Cohen's longer works include his feature film, Museum Hours, Chain, and the experimental documentary, Instrument, a portrait of the D.C. punk band Fugazi that was ten years in the making. Benjamin Smoke, about the life of the frontman of the Atlanta, Georgia band Smoke, covers a ten-year arc. Other works of note are Lost Book Found, his Walter Benjamin-inspired portrait of New York City, Buried in Light, a series of connected Central and Eastern European city portraits, and his short film about the late Elliott Smith, Lucky Three. In 2002, Cohen made Chain X Three, a precursor to the Chain feature film, which was exhibited as a three-channel installation. His concert film of the Dutch band The Ex, Building a Broken Mousetrap, premiered at the Toronto Film Festival in 2006.
Cohen was a resident at Eyebeam in 2002.[5][6]
In 2005, Cohen curated the four-day FUSEBOX Festival in Ghent, Belgium. A celebratory gathering "at the crossroads of film, music, and activism," participants included Guy Picciotto of Fugazi, Patti Smith and Tom Verlaine, The Evens, and a side project of Montreal's Thee Silver Mt. Zion Memorial Orchestra & Tra-La-La Band, called Thee Silver Mountain Elegies Play War Radio, which formed for the occasion.
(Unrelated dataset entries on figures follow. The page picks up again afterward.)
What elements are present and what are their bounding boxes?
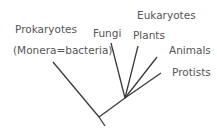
fungi-label: Fungi [93, 27, 121, 39]
monera-label: (Monera=bacteria) [13, 44, 112, 56]
animals-label: Animals [169, 44, 211, 56]
root-stem [99, 117, 105, 126]
eukaryote-stem [99, 98, 125, 117]
eukaryotes-label: Eukaryotes [137, 9, 196, 21]
protists-label: Protists [172, 66, 211, 78]
prokaryote-branch [53, 62, 99, 117]
fungi-branch [111, 43, 125, 98]
prokaryotes-label: Prokaryotes [15, 23, 77, 35]
plants-label: Plants [133, 29, 165, 41]
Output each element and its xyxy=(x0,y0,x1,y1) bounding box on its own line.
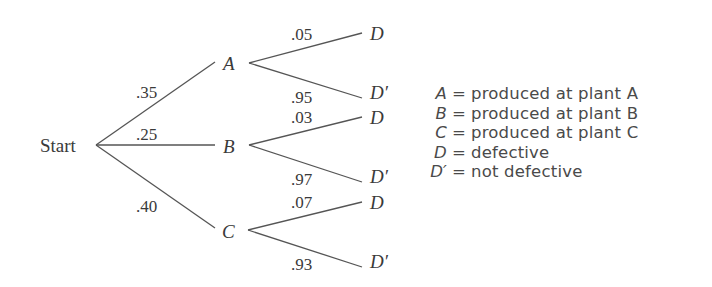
node-b-d: D xyxy=(369,107,384,128)
legend: A=produced at plant A B=produced at plan… xyxy=(425,84,638,182)
node-a-dprime: D′ xyxy=(369,82,389,103)
legend-text: produced at plant B xyxy=(471,104,638,123)
prob-c-dprime: .93 xyxy=(291,255,312,274)
legend-row-c: C=produced at plant C xyxy=(425,123,638,143)
node-a: A xyxy=(221,53,235,74)
legend-text: not defective xyxy=(471,162,583,181)
legend-key: D′ xyxy=(425,162,447,182)
legend-row-b: B=produced at plant B xyxy=(425,104,638,124)
legend-equals: = xyxy=(447,162,471,182)
prob-b-d: .03 xyxy=(291,108,312,127)
start-node: Start xyxy=(40,135,77,156)
legend-text: produced at plant C xyxy=(471,123,638,142)
node-b: B xyxy=(223,136,235,157)
prob-a-d: .05 xyxy=(291,25,312,44)
legend-row-dprime: D′=not defective xyxy=(425,162,638,182)
prob-b: .25 xyxy=(136,125,157,144)
legend-key: B xyxy=(425,104,447,124)
legend-key: D xyxy=(425,143,447,163)
legend-key: C xyxy=(425,123,447,143)
legend-equals: = xyxy=(447,84,471,104)
prob-a: .35 xyxy=(136,83,157,102)
prob-c: .40 xyxy=(136,197,157,216)
node-a-d: D xyxy=(369,23,384,44)
legend-equals: = xyxy=(447,143,471,163)
node-c: C xyxy=(222,221,235,242)
legend-row-d: D=defective xyxy=(425,143,638,163)
legend-text: defective xyxy=(471,143,549,162)
node-c-dprime: D′ xyxy=(369,251,389,272)
legend-row-a: A=produced at plant A xyxy=(425,84,638,104)
prob-a-dprime: .95 xyxy=(291,88,312,107)
legend-text: produced at plant A xyxy=(471,84,638,103)
node-c-d: D xyxy=(369,192,384,213)
legend-equals: = xyxy=(447,123,471,143)
prob-b-dprime: .97 xyxy=(291,170,313,189)
node-b-dprime: D′ xyxy=(369,166,389,187)
legend-key: A xyxy=(425,84,447,104)
legend-equals: = xyxy=(447,104,471,124)
prob-c-d: .07 xyxy=(291,193,313,212)
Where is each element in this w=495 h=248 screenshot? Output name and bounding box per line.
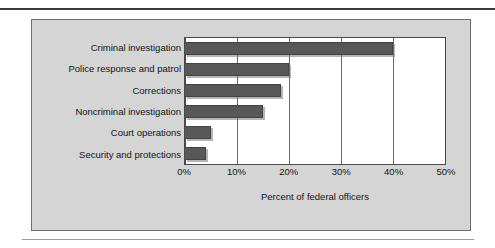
category-label: Court operations (40, 122, 185, 143)
bar (185, 147, 206, 160)
category-label: Police response and patrol (40, 58, 185, 79)
gridline (445, 38, 446, 164)
bottom-rule (22, 239, 474, 240)
bar (185, 42, 393, 55)
bar-row (185, 122, 445, 143)
plot-area (184, 37, 446, 165)
bar (185, 63, 289, 76)
x-tick-label: 50% (436, 167, 455, 177)
figure-panel: Criminal investigation Police response a… (31, 19, 471, 231)
bar-row (185, 59, 445, 80)
x-tick-label: 30% (332, 167, 351, 177)
bar (185, 126, 211, 139)
value-axis: 0%10%20%30%40%50% (184, 167, 446, 181)
category-axis: Criminal investigation Police response a… (40, 37, 185, 165)
category-label: Corrections (40, 80, 185, 101)
top-rule (0, 8, 495, 10)
x-tick-label: 20% (279, 167, 298, 177)
x-tick-label: 10% (227, 167, 246, 177)
bar-row (185, 80, 445, 101)
bar-row (185, 38, 445, 59)
bar (185, 84, 281, 97)
category-label: Noncriminal investigation (40, 101, 185, 122)
x-tick-label: 40% (384, 167, 403, 177)
axis-title: Percent of federal officers (184, 192, 446, 202)
category-label: Criminal investigation (40, 37, 185, 58)
bar (185, 105, 263, 118)
bars-layer (185, 38, 445, 164)
bar-row (185, 143, 445, 164)
category-label: Security and protections (40, 144, 185, 165)
bar-row (185, 101, 445, 122)
x-tick-label: 0% (177, 167, 191, 177)
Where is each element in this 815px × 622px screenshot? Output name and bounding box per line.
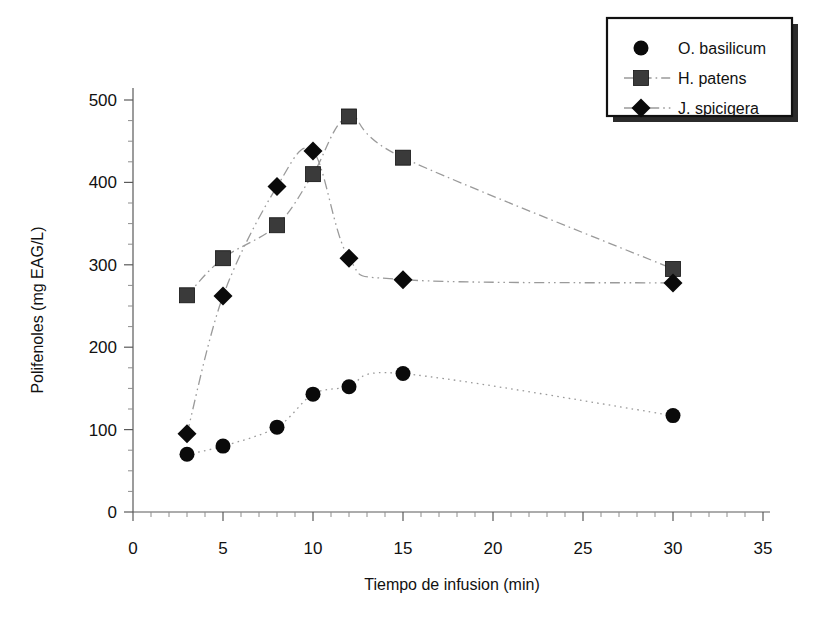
data-point-circle — [342, 379, 357, 394]
x-axis-title: Tiempo de infusion (min) — [364, 576, 539, 593]
data-point-circle — [666, 408, 681, 423]
data-point-square — [180, 288, 195, 303]
y-tick-label: 200 — [89, 338, 117, 357]
legend-marker-circle — [634, 41, 649, 56]
chart-figure: 0100200300400500 05101520253035 Tiempo d… — [0, 0, 815, 622]
x-tick-label: 5 — [218, 539, 227, 558]
legend-item: H. patens — [624, 70, 746, 87]
y-tick-label: 500 — [89, 91, 117, 110]
x-tick-label: 20 — [484, 539, 503, 558]
legend-label: O. basilicum — [678, 40, 766, 57]
y-tick-label: 0 — [108, 503, 117, 522]
legend: O. basilicumH. patensJ. spicigera — [607, 18, 798, 122]
data-point-square — [306, 167, 321, 182]
x-tick-label: 35 — [754, 539, 773, 558]
y-tick-label: 100 — [89, 421, 117, 440]
data-point-circle — [216, 439, 231, 454]
legend-label: H. patens — [678, 70, 746, 87]
x-tick-label: 30 — [664, 539, 683, 558]
x-tick-label: 15 — [394, 539, 413, 558]
x-tick-label: 25 — [574, 539, 593, 558]
data-point-circle — [180, 447, 195, 462]
legend-items: O. basilicumH. patensJ. spicigera — [624, 40, 766, 118]
x-tick-label: 0 — [128, 539, 137, 558]
y-tick-label: 400 — [89, 173, 117, 192]
data-point-circle — [396, 366, 411, 381]
x-tick-label: 10 — [304, 539, 323, 558]
data-point-circle — [306, 387, 321, 402]
legend-marker-square — [634, 71, 649, 86]
y-axis-title: Polifenoles (mg EAG/L) — [29, 226, 46, 393]
data-point-square — [270, 218, 285, 233]
data-point-square — [216, 251, 231, 266]
data-point-circle — [270, 420, 285, 435]
legend-label: J. spicigera — [678, 100, 759, 117]
data-point-square — [396, 150, 411, 165]
data-point-square — [342, 109, 357, 124]
polyphenol-infusion-line-chart: 0100200300400500 05101520253035 Tiempo d… — [0, 0, 815, 622]
y-tick-label: 300 — [89, 256, 117, 275]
Other music artists Cohen has collaborated with over the years include Patti Smith, Godspeed You Black Emperor!, Vic Chesnutt, Terry Riley, Sparklehorse, R.E.M., Xylouris White, Jessica Moss, Matana Roberts, T.Griffin, Stephen Vitiello, Miracle Legion, DJ /rupture, Blonde Redhead, and The Ex.
He has also cited that he has previously worked for the film industry as a technician and prop man, some of the directors he has worked under include Alex Cox, John Sayles, and Martin Scorsese.
Photographer Sid Grossman had been married to Cohen's mother. Grossman was the father of his (half) brother Adam, also a filmmaker.